The Rooster is sleeping upstairs. The Peanut is at Elizabeth's sleeping in her toddler bed, (her toddler bed! I know...I don't want to talk about it!) and I am sitting on the couch in my silent living room feeling like a bad mom, a bad friend, a bad writer and wife..... I guess bad is not the right word. More like.....not enough. I am feeling like I am not good enough. And I know that I am not enough, but that through the grace of Jesus Christ He makes me enough, more than enough. But right now in this moment I don't feel like that. I feel like I don't cut it.

I suppose I should recognize the pattern in my life. I have been believing some lies about my body lately. Lies about what is\t should look like two months post partum. And so I skimp on the food for the day, not a lot. Just enough to be a little bit hungry. And by not feeding my body I am feeding this lie. That my body is not good enough. And that pretty quickly bleeds into how I am not good enough. At anything, because my kid is not with me, because my house is not clean, because I don't write in this or anything else enough, because...because....because. My sister calls it the death spiral.

I know you know what I am talking about. A post baby body becomes "my body isn't good enough" becomes "My kids are crying because I am not a good enough mother" becomes "my house becomes evidence of my inability I can't even get the toys off the floor" becomes "I am not a good enough wife" becomes you crying in a heap on the couch. Because I fed the lie. The first one. And I have learned that the only way to combat those lies is with truth. It is the only way to stop the death spiral. Because truth brings life just as lies bring death.

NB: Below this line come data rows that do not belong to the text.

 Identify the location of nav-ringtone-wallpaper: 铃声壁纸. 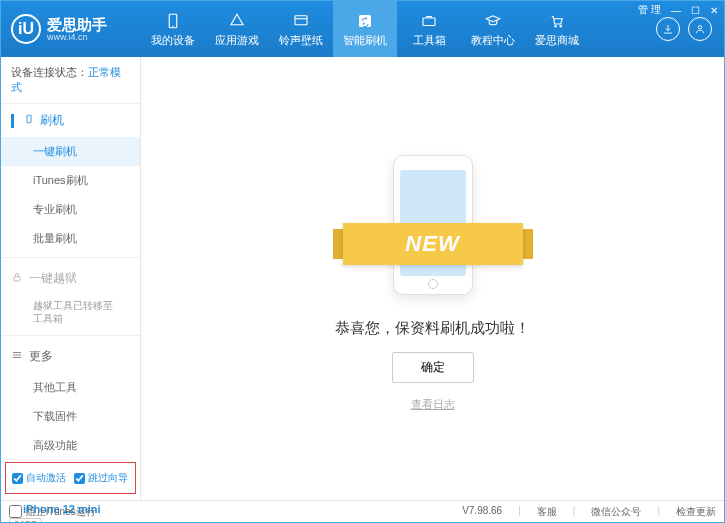
(301, 29).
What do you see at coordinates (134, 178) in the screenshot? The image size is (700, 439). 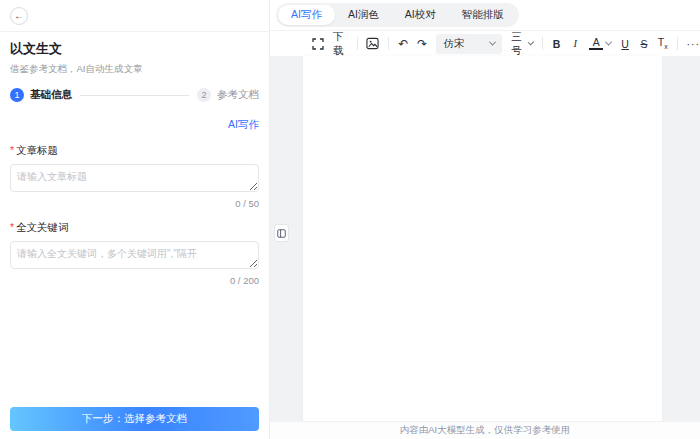 I see `article-title-input` at bounding box center [134, 178].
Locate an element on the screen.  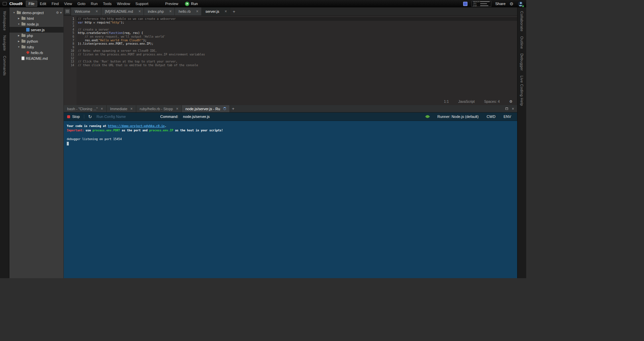
menu-window: Window is located at coordinates (123, 4).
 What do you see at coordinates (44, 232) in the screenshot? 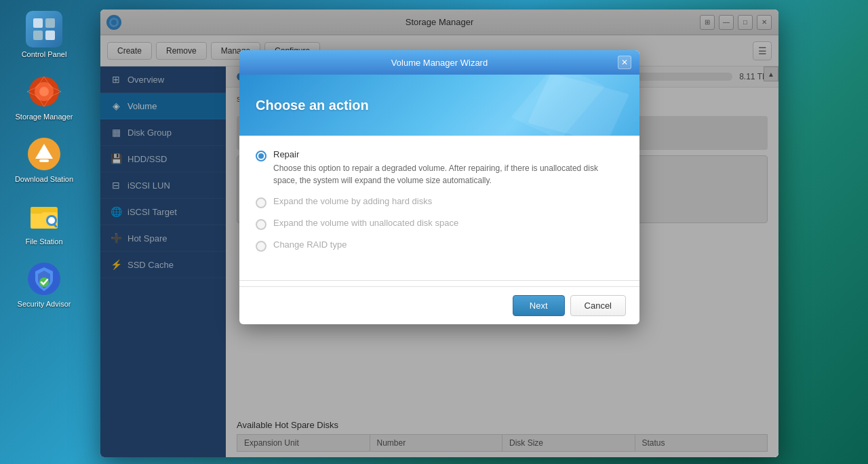
I see `desktop-icon-area: Control Panel Storage Manager` at bounding box center [44, 232].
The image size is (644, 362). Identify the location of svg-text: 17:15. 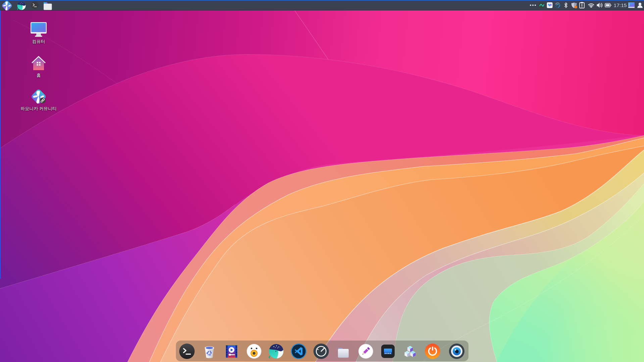
(620, 5).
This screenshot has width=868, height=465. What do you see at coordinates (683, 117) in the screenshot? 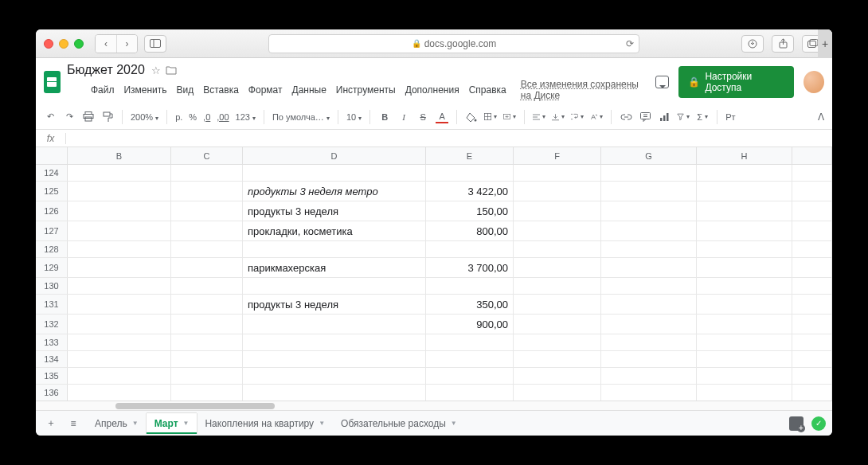
I see `filter-button` at bounding box center [683, 117].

The truth is that I am good enough. That God has empowered me to be what my family needs for me.....He gave me them, He knew what He was doing. The truth is my house is a mess.....and my friends don't really care. They get that two kids under two means chaos reigns, and they respect my choice to let the Peanut take all the pans and spoons out of the kitchen drawers while I make dinner so that we can all be in the kitchen happy. They are perfectly happy to trip over those pans. The truth is that my worth resides in not the happiness of my kids, the cleanliness of my house, or even the quality of my words and whether anyone is impressed with them. My worth resides in Jesus Christ, what He did for me on the cross. My savior thinks I am enough, perfect in His abundance. And when you start spouting that, the death spiral has nowhere to go but up.